According to CALSSA, its shovel-ready blueprint for jobs and economic recovery, released yesterday, would add about 250,000 solar job-years and nearly 50,000 additional storage-related job-years, and it would bring an estimated $1.6 billion in residential energy savings and $2.4 billion in non-residential energy savings per year. CALSSA said that because its plan would add nearly 16 million MWh in solar energy to California’s energy portfolio every year, its plan also avoids an annual total of 12 million metric tons of carbon dioxide.

“A commitment to expanding distributed solar energy and battery storage in California is a no-regrets investment that offers a lasting legacy,” Bernadette Del Chiaro, CALSSA’s executive director said.

At the state level, CALSSA’s plan calls for state leaders to launch a one million solar-charged batteries initiative, launch a resilient schools initiative, protect and expand net energy metering policies, and cut red tape through automated permitting and virtual inspections. The plan also proposes to allow customer batteries to help during grid emergencies, to unleash power of existing ratepayer storage and equity programs and to remove utility barriers for connecting solar and storage systems.

At the federal level, CALSSA’s plan calls for expanding and extending the federal investment tax credit (ITC).

“As Congress looks to recover jobs and spur new economic activity that leads to job growth and consumer savings, they should prioritize extending and expanding the ITC for distributed clean energy,” CALSSA said, adding that stand-alone energy storage should be part of an ITC expansion.

Lessons from the last economic meltdown

With state budgets strapped, strong and effective federal support is more important than ever.

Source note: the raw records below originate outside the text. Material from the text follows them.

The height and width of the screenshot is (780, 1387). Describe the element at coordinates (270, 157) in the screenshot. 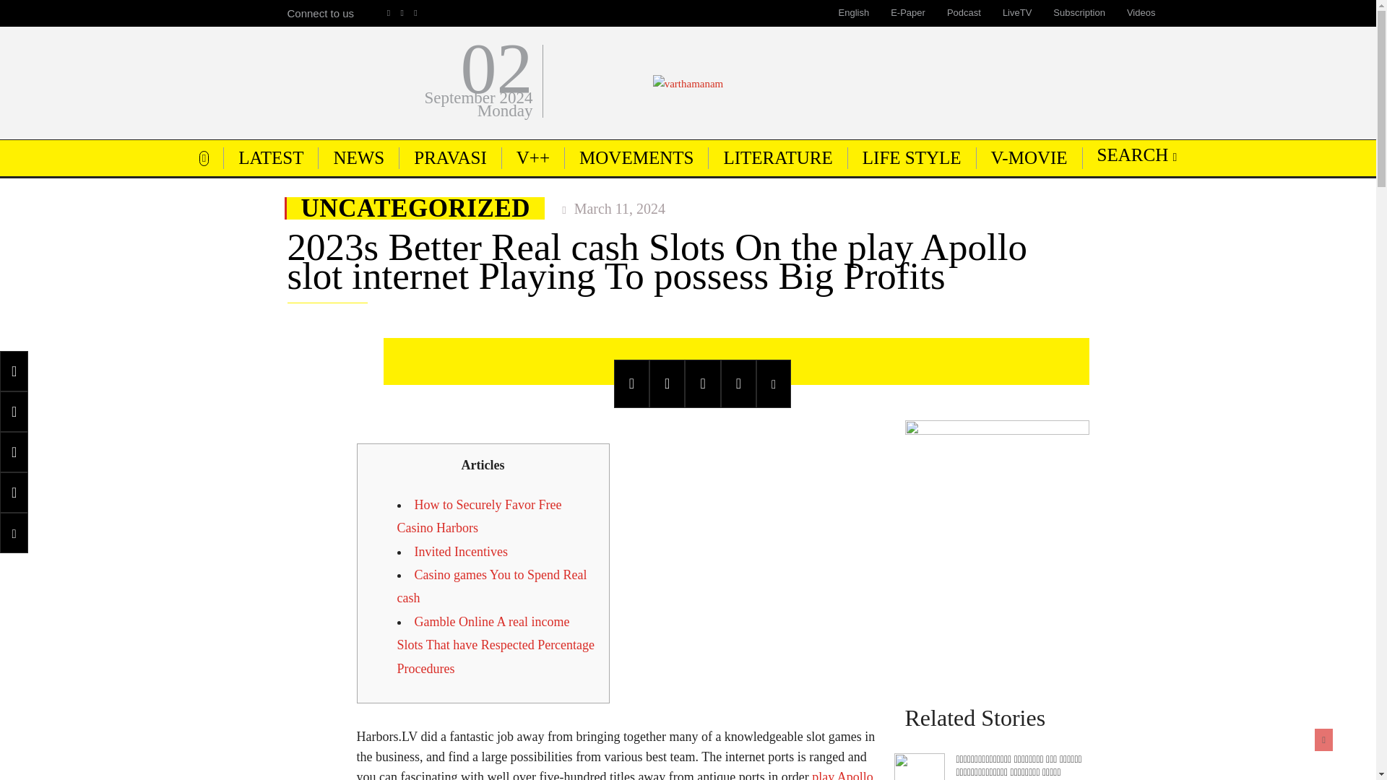

I see `LATEST` at that location.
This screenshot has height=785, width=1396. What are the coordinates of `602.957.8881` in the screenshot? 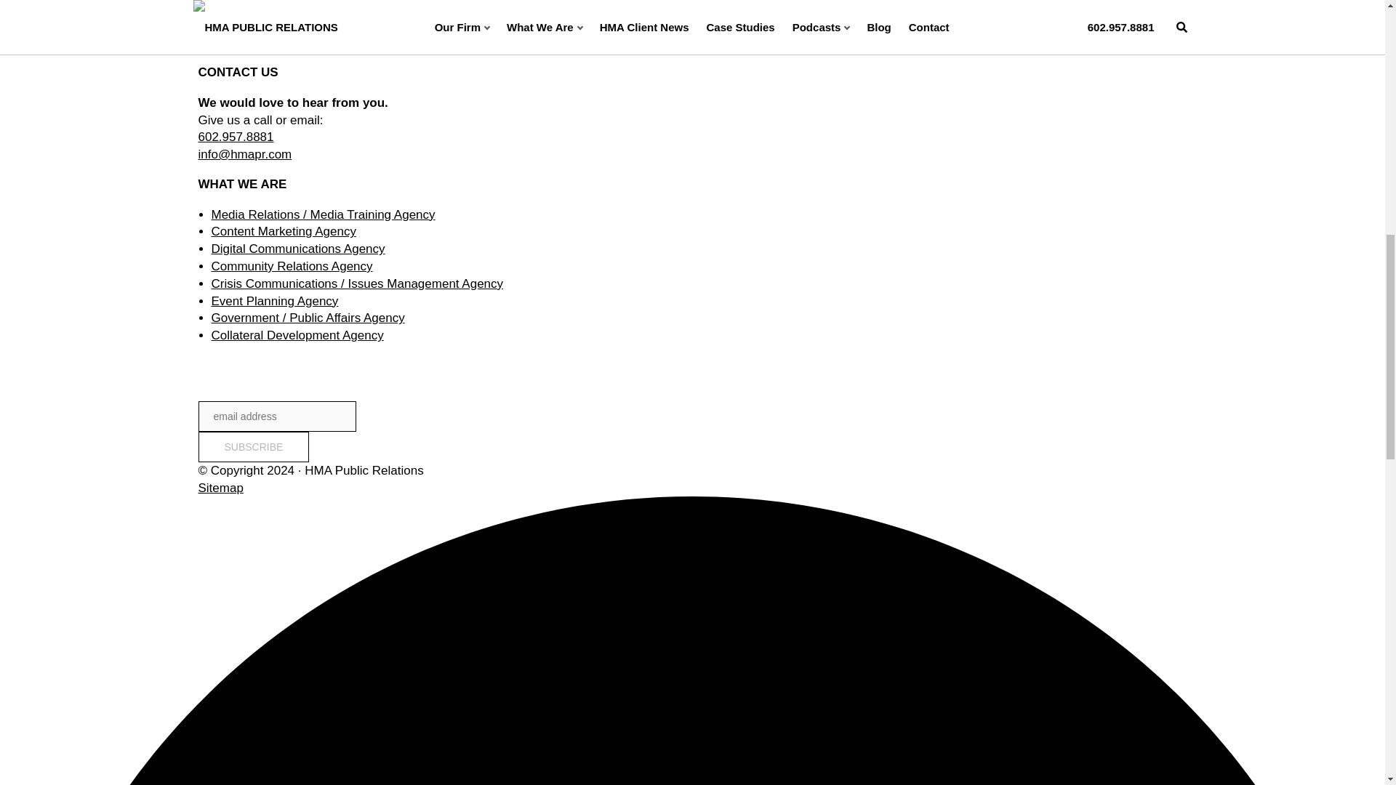 It's located at (236, 137).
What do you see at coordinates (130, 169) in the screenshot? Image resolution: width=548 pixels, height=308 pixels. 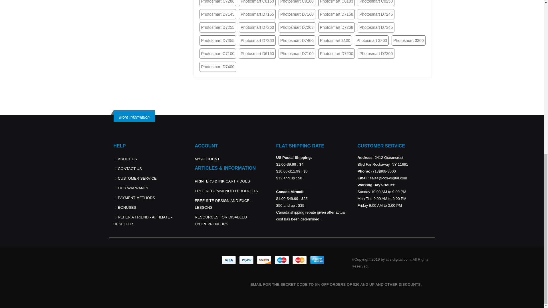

“Many of the current federal incentives are outdated, phasing down, or have already expired,” the multi-sector coalition of clean energy, environmental, conservation, public health and faith organizations said in their letter to Congressional leaders.

Currently, the clean energy sector is struggling to rebound, and 42 states are suffering from double-digit job losses in the clean energy sector relative to pre-Covid levels. “These are good jobs that paid 25% more than the national median wage in 2019,” the letter said.

In addition to extending tax incentives for solar and wind projects, the multi-sector coalition – which includes the Solar Energy Industries Association, the Energy Storage Association, and the American Council on Renewable Energy – asked Congress to modernize the tax incentives for commercial and residential energy efficiency improvements, to make grid-enhancing technologies such as energy storage and high voltage transmission, eligible for these tax incentives as stand-alone technologies.

The multi-sector coalition is also requesting that Congress extend the tax credit for alternative fuel infrastructure and revive the tax credit for domestic clean energy manufacturing, extend and modify the EV tax credit to ensure broad consumer accessibility, and provide a direct pay option for each of these credits to maximize their utilization by the broadest range of stakeholders.

“Congress can play a critical role to help accelerate our economic recovery, put people back to work, and lay the foundation for a cleaner, healthier and more prosperous future. We continue to experience a rise in extreme weather disasters, with scientists around the world sounding the alarm that we are almost out of time to avoid the most catastrophic impacts of climate change,” the coalition said. Environmental justice communities have borne disproportionate public health impacts from a legacy of fossil fuel-dependent electricity production, they noted.

The ITC provides consumers with a 26% credit for solar and energy storage systems in 2020, before it steps down to 22% in 2021 and expires for residential systems in 2022. For commercial systems, the ITC drops to 10% in 2022.